Prime Minister Hun Manet threatened on Friday to use military force if the Thai military sends soldiers to a disputed ancient Khmer temple on the Thai-Cambodia border.
The incomplete boundary demarcation at the Ta Moan Thom temple led to a confrontation between Cambodian soldiers who visited the temple last month and Thai soldiers who are stationed nearby, according to independent online news outlet CamboJa.
The Thai military wrote a formal protest letter to the Cambodian Army following the confrontation, Thai Defense Minister told reporters on Feb. 17.

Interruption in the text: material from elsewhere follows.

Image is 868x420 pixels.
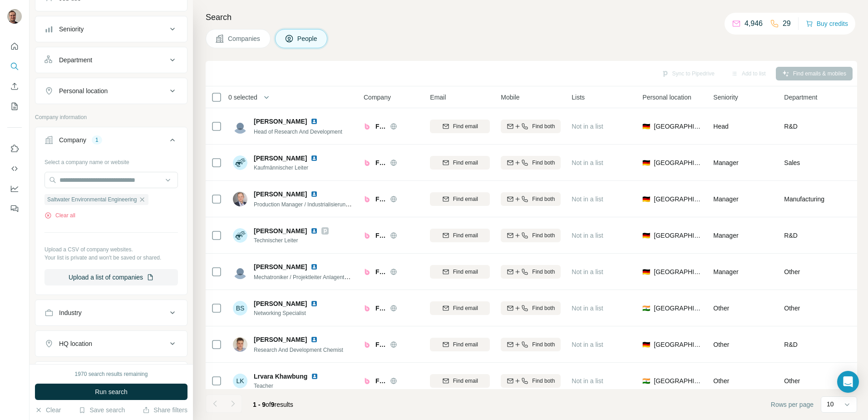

On Monday, Hun Manet said Cambodia wouldn’t be afraid to fight back if the Thai military violates Cambodian sovereignty.
“As a government, our priority is to adhere to peaceful resolution, using the basis of law and negotiation and our diplomacy, international law,” he said in a speech to the Cambodian Tycoon Association.
“But we will be ready at all times if there is the use of armed force to invade Cambodian territory,” he said. “Cambodia reserves the right to defend its sovereignty, using all means, including armed force.”
The Ta Moan Thom dispute has similarities to the decades-long disagreement over Preah Vihear temple, which was the site of deadly border clashes with Thailand between 2008 and 2011.
Ta Moan Thom is located in the border area between Cambodia’s Oddar Meanchey province and Thailand’s Surin province and is about 140 km (87 miles) west of Preah Vihear temple.
Preah Vihear temple, located atop a cliff in the Dangrek Mountains, was awarded to Cambodia in 1962 by the International Court of Justice, or ICJ. But that decision didn’t take into account the 4.6 square kilometer (1.8 square mile) area around the 1,000-year-old Hindu temple.
Cambodian and Thai troops exchanged several rounds of fire beginning in 2008 after Preah Vihear was designated a UNESCO World Heritage Site. That dispute dissipated after the ICJ again ruled in Cambodia’s favor in 2011.
Hun Manet mentioned that case on Monday, saying that Cambodia has experience in filing complaints to the ICJ and in fighting to defend its territory.
Hun Sen and the ICC
Meanwhile, Senate President Hun Sen threatened to arrest anyone who compares him to former Philippine President Rodrigo Duterte, who was arrested this week and sent to the Netherlands where he’ll face trial before the International Criminal Court, or ICC, for his bloody “war on drugs.”
Speaking at the same conference in Phnom Penh, Hun Sen said people shouldn’t compare him to dictators or any other national leaders who face international arrest warrants over alleged crimes against humanity.
“I don’t interfere in the Philippines’ internal affairs, but for Cambodia, we have strongly announced that we don’t send our people to other countries for prosecution,” he said. “Our Constitution prohibits us from stripping citizenships and prohibits the arrest of people on behalf of foreign countries.”
Hun Sen’s autocratic rule as prime minister included complaints filed to the ICC by opposition activists and international lawyers over the 2016 shooting death of government critic Kem Ley, the 2017 dissolution of the opposition Cambodia National Rescue Party and various land disputes prompted by mass evictions.
Hun Sen, 72, resigned as prime minister in 2023 in favor of his eldest son, Hun Manet.
Hun Sen’s track record from decades in power makes it difficult to prevent people from comparing him to dictators, legal analyst Vorn Chanlout told RFA.
“He has persecuted people and politicians and innocents,” he said. “People can’t be banned from comparing him negatively. He would need to do good now for people to compare with good people.”
Cambodia ratified the Rome Statute of the International Criminal Court – the treaty that established the ICC – in 2002. The ratification gave the court jurisdiction over crimes committed on Cambodia’s territory or by its citizens.
Translated by Yun Samean. Edited by Matt Reed and Malcolm Foster.